Contributing sentiments towards policy:

61% : The Chancellor says he ultimately wants to end the "unfair" system of workers paying two taxes on their income while people who derive their income from other sources pay only income tax.
57% : National Insurance cutThis is the headline policy from the Budget - and the one with the most widespread effect.
55% : READ MORE: 'Deeply disappointed' Douglas Ross vows to rebel on windfall taxAcknowledging the ongoing impact of the war, the Chancellor said he would extend the tax until 2029, with the aim of raising £1.5 billion.
50% : He will cut National Insurance by two pence in the pound to 8% for employees.
50% : When combined with the autumn reductions, it means 27 million employees will get an average tax cut of £900 a year and two million self-employed a tax cut averaging £650."National Insurance is a UK-wide tax so the impact will be felt by workers in Scotland, England, Wales and Northern Ireland.
45% : Jeremy Hunt announced a raft of measures including promises to cut National Insurance and reform the child benefit regime.
43% : READ MORE: Jeremy Hunt makes changes to 'unfairness' of Child Benefit rulesIt said that this will necessarily mean other areas of public spending will need to come down to meet the 1% target.

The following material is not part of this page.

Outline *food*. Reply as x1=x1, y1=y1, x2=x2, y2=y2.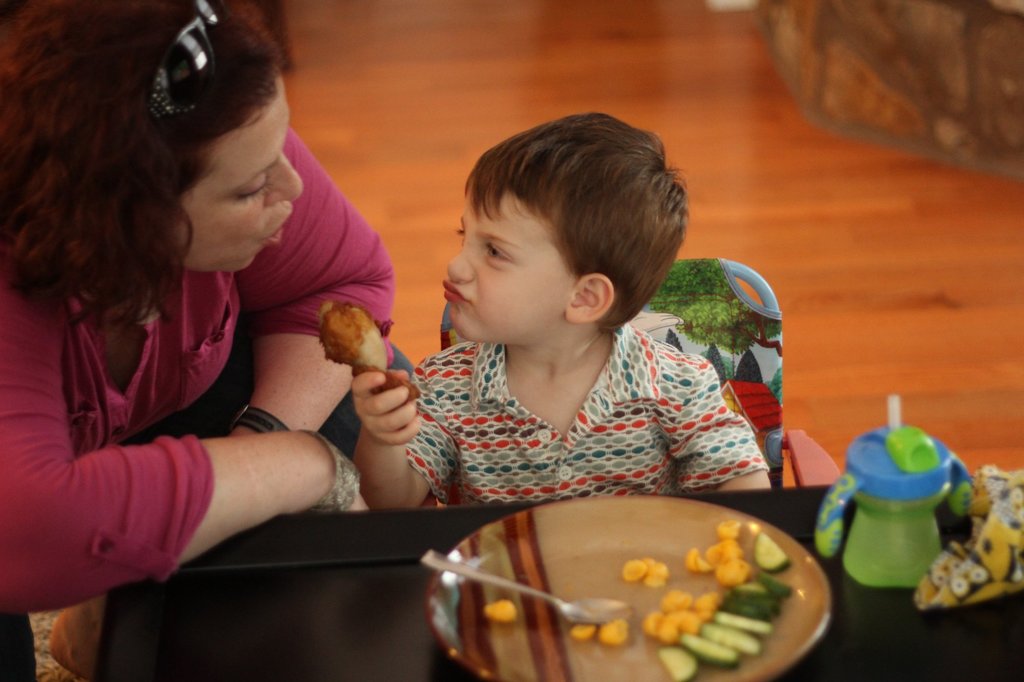
x1=619, y1=518, x2=797, y2=681.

*Our bias meter rating uses data science including sentiment analysis, machine learning and our proprietary algorithm for determining biases in news articles. Bias scores are on a scale of -100% to 100% with higher negative scores being more liberal and higher positive scores being more conservative, and 0% being neutral. The rating is an independent analysis and is not affiliated nor sponsored by the news source or any other organization.